Some words are embedded right there inside other words, just like the word bed in embedded.
Linguists call these words nested words or maybe embedded lexemes if they really want to impress someone, but I’ve recently encountered a different term I really like. This term is marsupial words.
Marsupial is a great marsupial word. You’ve got the Roman god of war, Mars, right there at the beginning. That type of kangaroo word (another name for this phenomenon) is the most obvious, where the joey (the word for a baby marsupial) is right there in plain sight, embedded in the mother.
There’s also mar (to damage or to spoil), up, pi, and sup (to eat dinner). One marsupial word embedded in marsupial is a real joey: the word marsupia is the plural form of the word marsupium, which means pouch.
So, yeah: marsupia is a marsupial word embedded in marsupial itself.
If you’ve ever done any word circle puzzles, you already know this game well. Recreational linguists like me nerd out over word origins and the way language evolved by writing essays like these, but you can get a really good idea of this nesting phenomenon simply by locating hidden words.
This all touches on the way words themselves come to be. If you can identify a kernel word that’s embedded in a larger word, there’s a good chance you have a piece of that larger word’s origin story. This is easiest to see with prefixes and suffixes, like the word ease being nested in the word disease, or in words like understand.
You can also see much deeper linguistic fossil trails, especially if a word has come about thanks to an older form that you can still see. Nostalgia is a great example: algia is from the ancient Greek algos, which means pain; nostos means “to return.” Put them together, and you have the pain of returning home.
This is neither here nor there, but there is an interesting type of marsupial word, containing the word here. Both words trace back to their proto-Germanic roots, where both evolved at the same time, like a yin and yang for describing locations.
On the other hand, sometimes a combination of letters inside a word is just that.
The word plant doesn’t have anything to do with the word ant, for instance. Ant is still the joey to plant’s mother, but unlike those other words that give us a clue as to where they came from, these are linguistic pretend-friends.
Feature has nothing to do with eat, although it’s right there. Similarly, we have start and art; person and son; alone and one; and so on.
Sometimes, a word is like a kernel where other words can build from it. This is like Young Andrew, still at my core, still wanting to explore and break things. Young Andrew needs to add layers over the years to become me, and these kernel words add suffixes or other words to shape them into something new, but with a vestige of what that word used to be.
Other times, what you’re seeing is not a kernel at all, but instead a coincidence, like the word coin being at the beginning of coincidence.
Wait...so plants AREN'T just ANTS that PLayfully stand really, really still? What are we even doing with our biological naming conventions, then?!
Also, I see you're making good use of 4o's comic and text abilities now - nice!
Hhhmm. So would transport be a nesting word for transportation? I love the article but trying to figure this nesting thing out.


◆ Required work ◆
In the entries below, find the line with "You are a GUI" and the line with "The image size is (832, 444)."; give again those lines and every line between them, exactly.

◆ Source data ◆
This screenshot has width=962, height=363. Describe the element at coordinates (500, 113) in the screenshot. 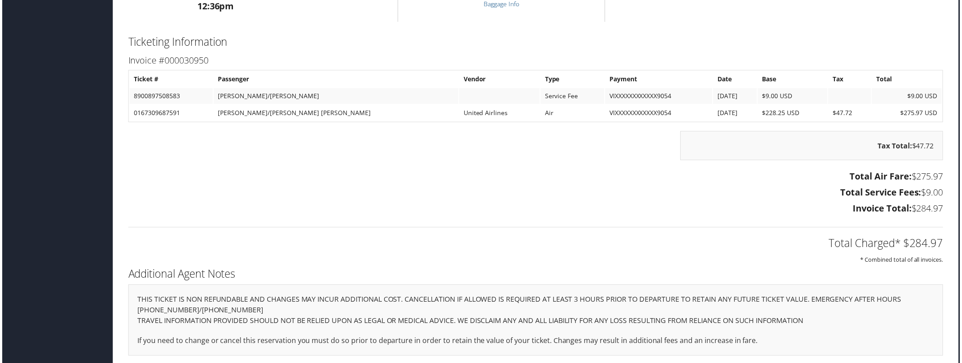

I see `td: United Airlines` at that location.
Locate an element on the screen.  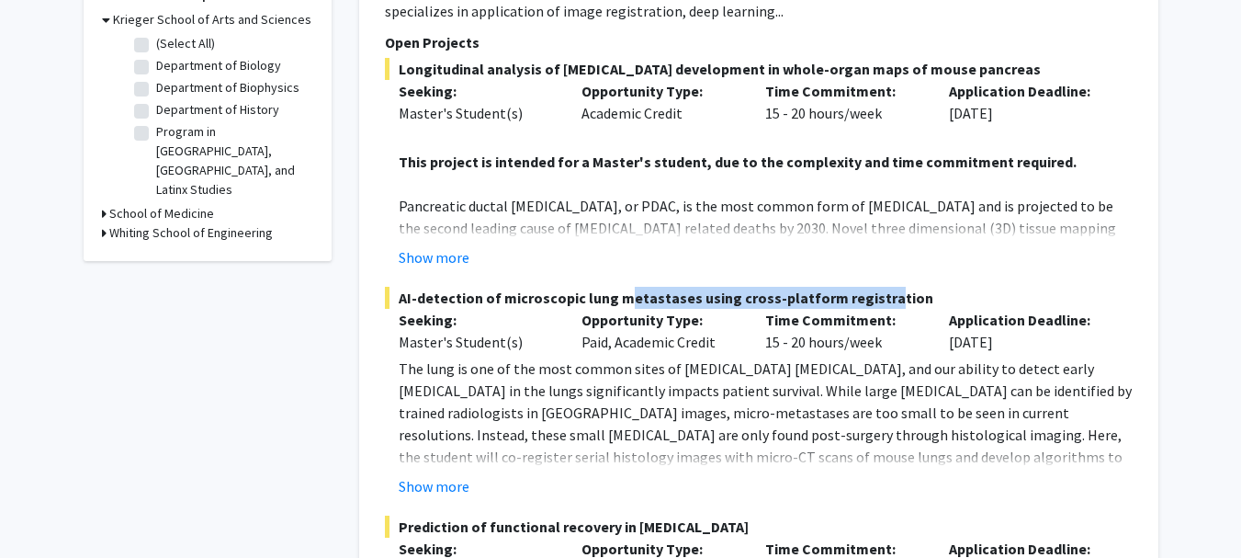
div: Paid, Academic Credit is located at coordinates (660, 331).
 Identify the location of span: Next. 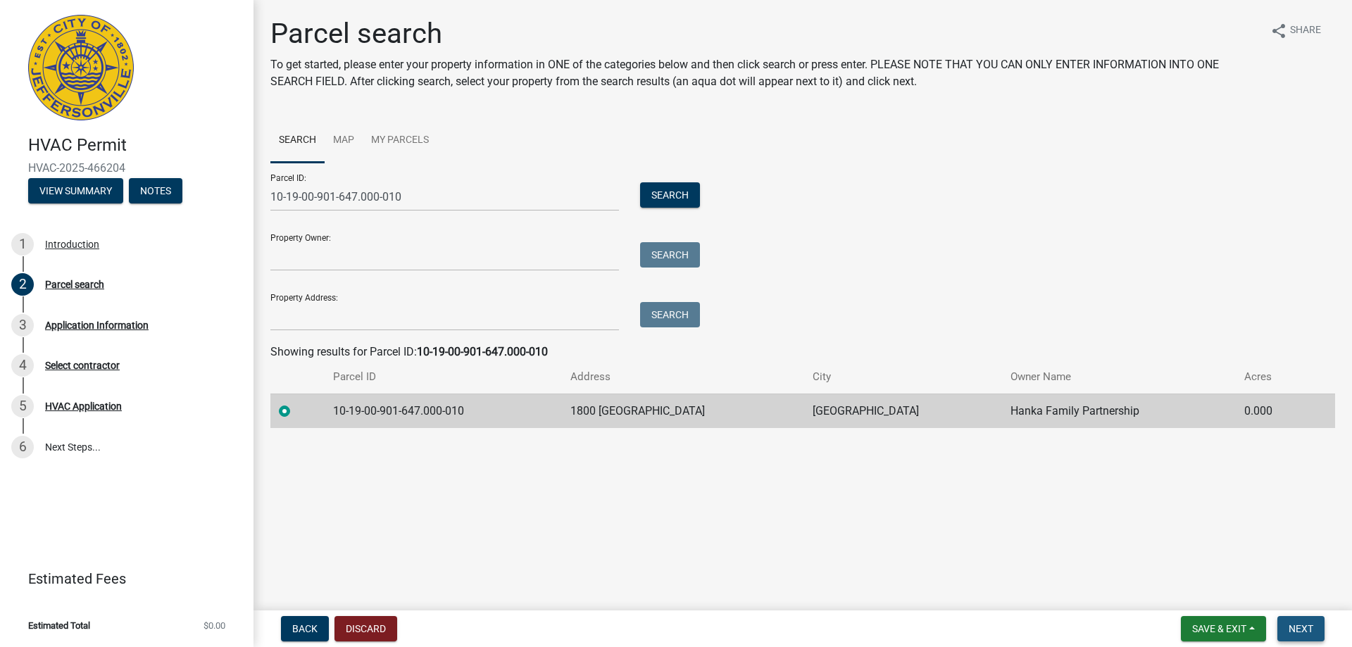
(1301, 629).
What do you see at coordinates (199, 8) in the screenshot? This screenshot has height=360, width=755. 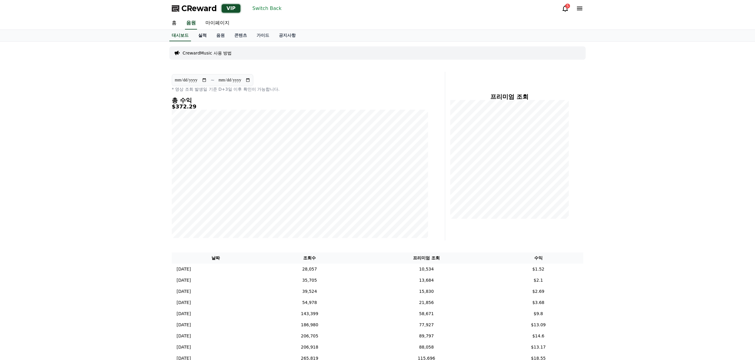 I see `span: CReward` at bounding box center [199, 8].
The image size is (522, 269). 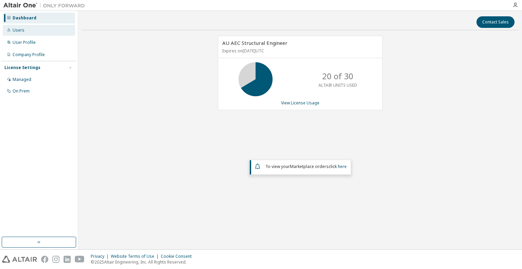 What do you see at coordinates (46, 5) in the screenshot?
I see `img: Altair One` at bounding box center [46, 5].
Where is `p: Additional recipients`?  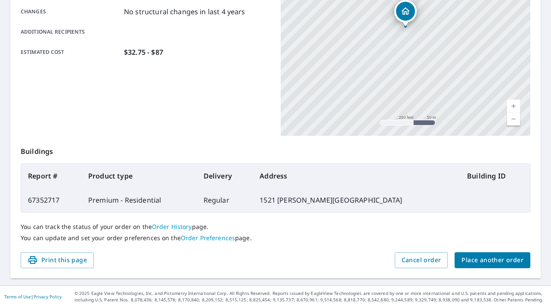 p: Additional recipients is located at coordinates (71, 32).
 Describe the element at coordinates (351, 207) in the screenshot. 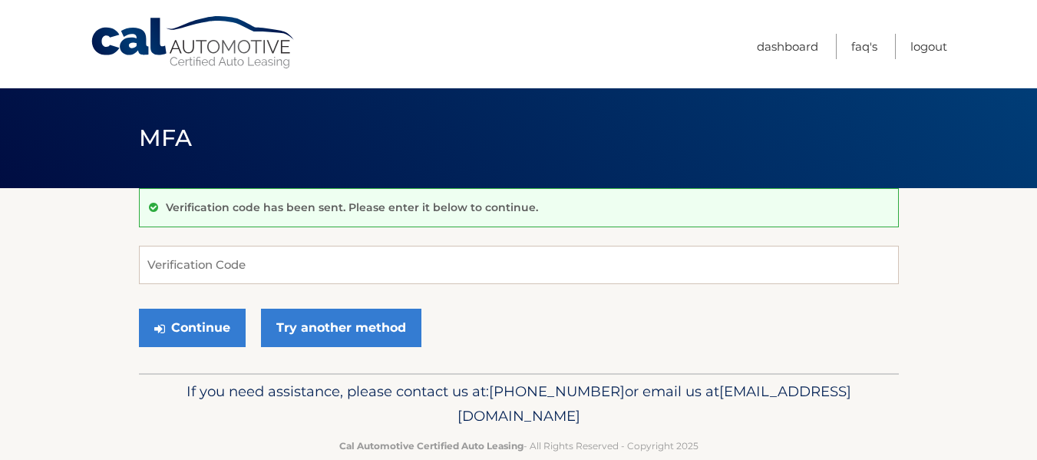

I see `p: Verification code has been sent. Please enter it below to continue.` at that location.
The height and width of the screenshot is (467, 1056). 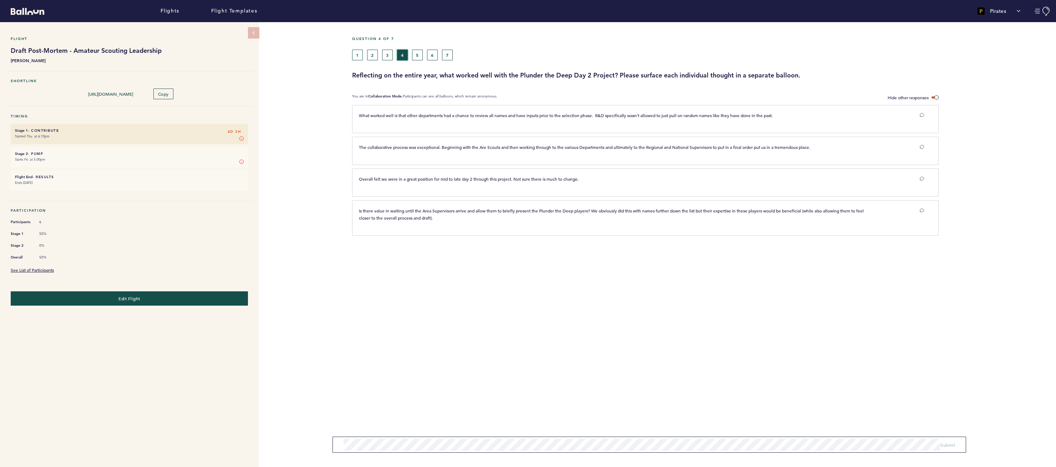 What do you see at coordinates (163, 94) in the screenshot?
I see `span: Copy` at bounding box center [163, 94].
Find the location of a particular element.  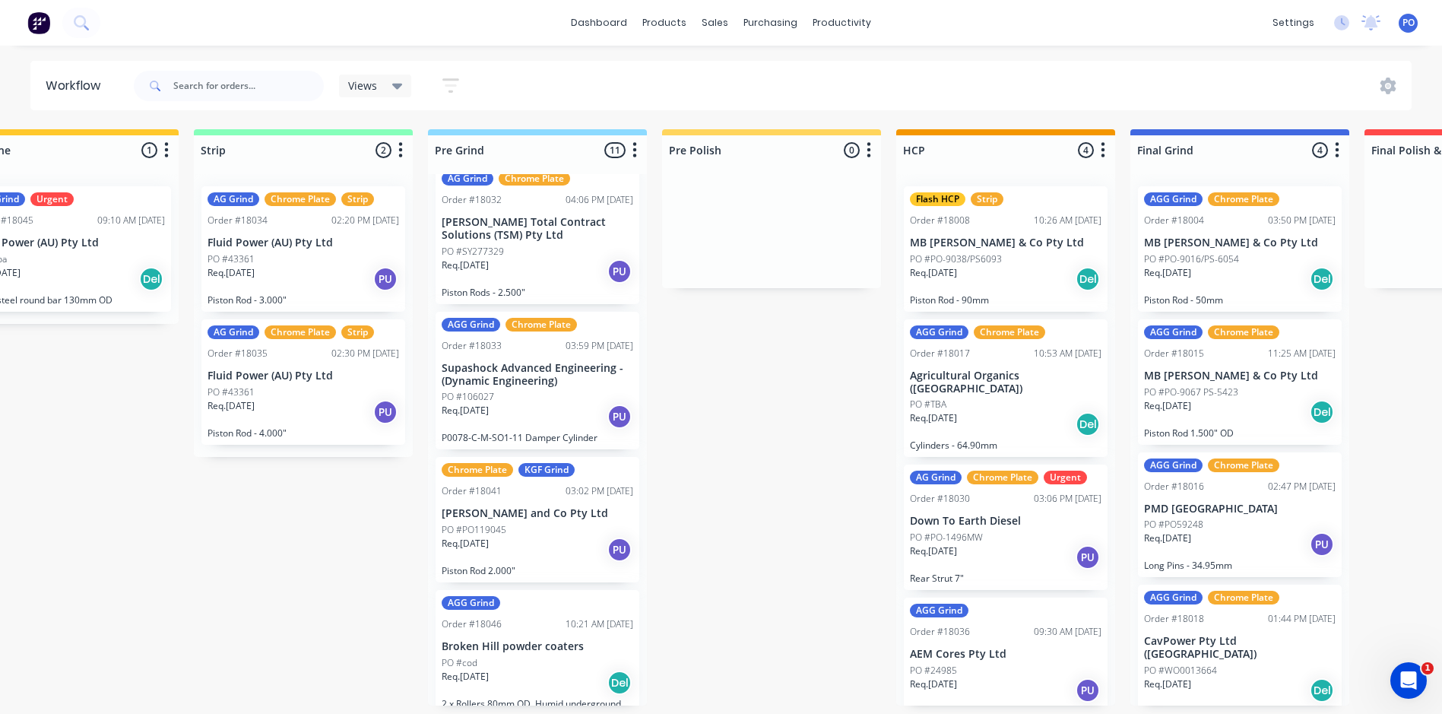

a: dashboard is located at coordinates (599, 23).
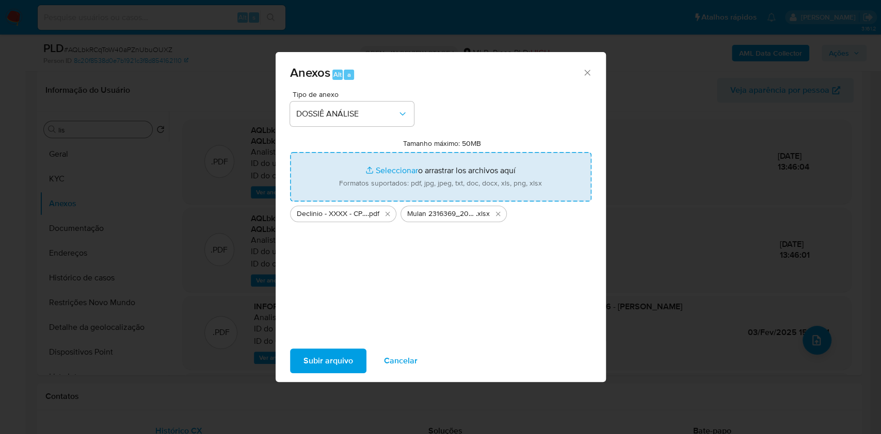 This screenshot has width=881, height=434. What do you see at coordinates (310, 72) in the screenshot?
I see `span: Anexos` at bounding box center [310, 72].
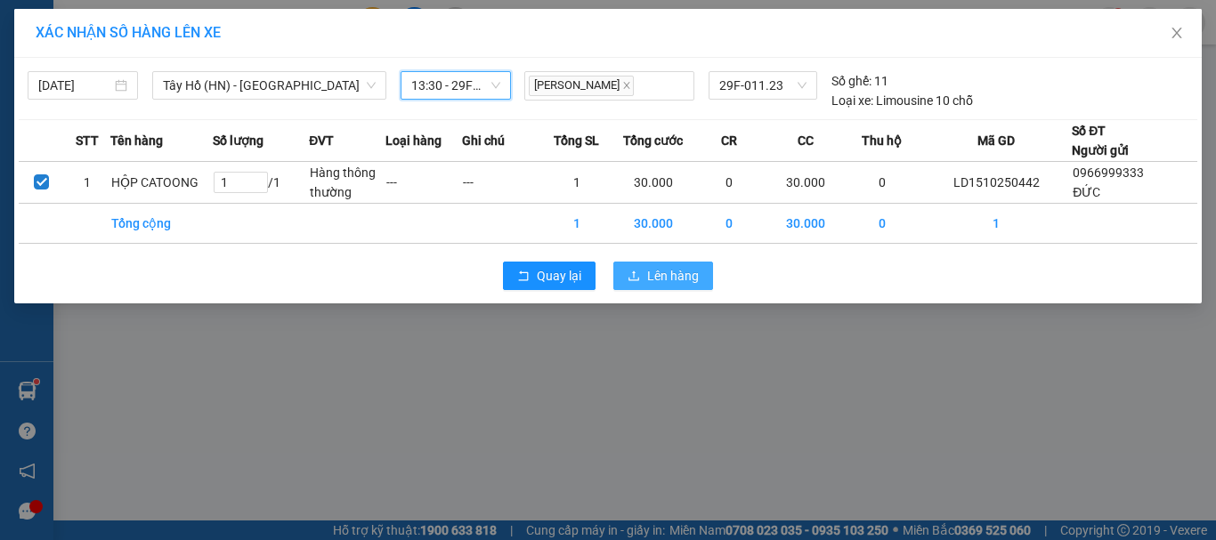 This screenshot has width=1216, height=540. I want to click on span: STT, so click(87, 141).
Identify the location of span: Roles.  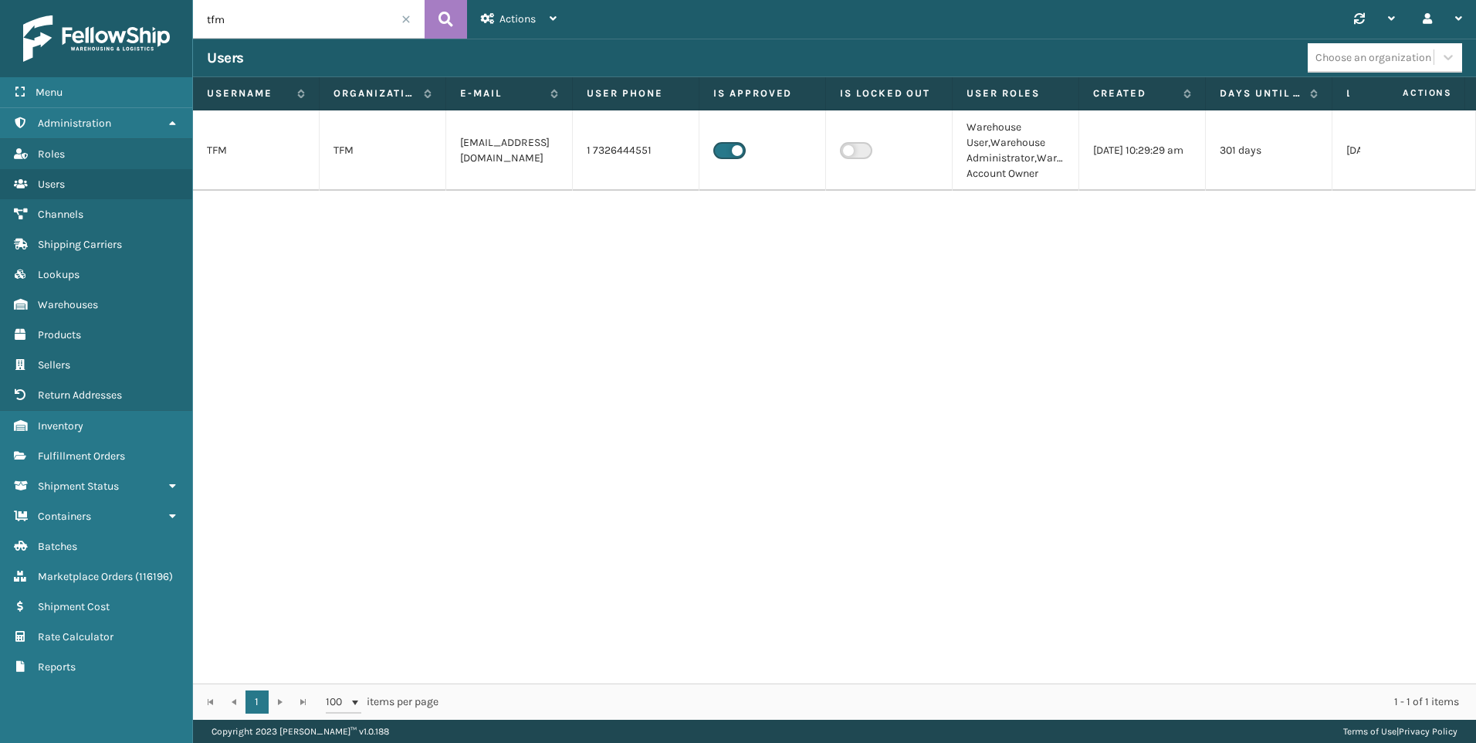
(51, 154).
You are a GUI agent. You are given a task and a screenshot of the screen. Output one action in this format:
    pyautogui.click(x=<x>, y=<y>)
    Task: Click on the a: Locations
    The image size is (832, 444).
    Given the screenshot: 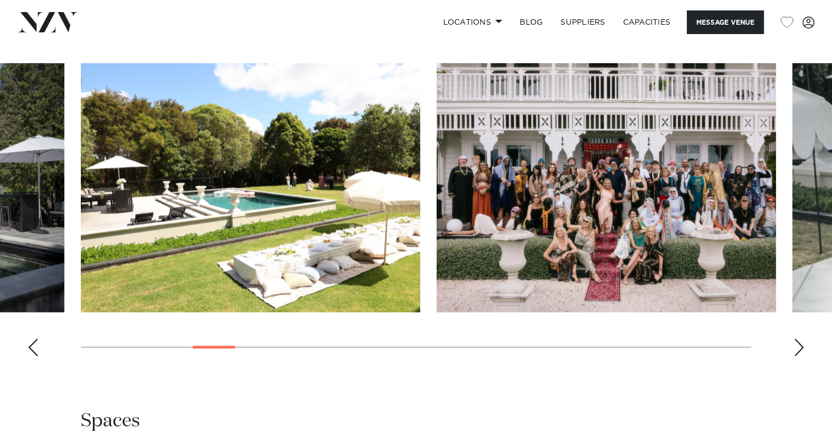 What is the action you would take?
    pyautogui.click(x=472, y=22)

◆ Solved problem ◆
You are a GUI agent. You are given a task and a screenshot of the screen. Output one action in this format:
    pyautogui.click(x=<x>, y=<y>)
    Task: Click on the a: Locations
    The image size is (832, 444).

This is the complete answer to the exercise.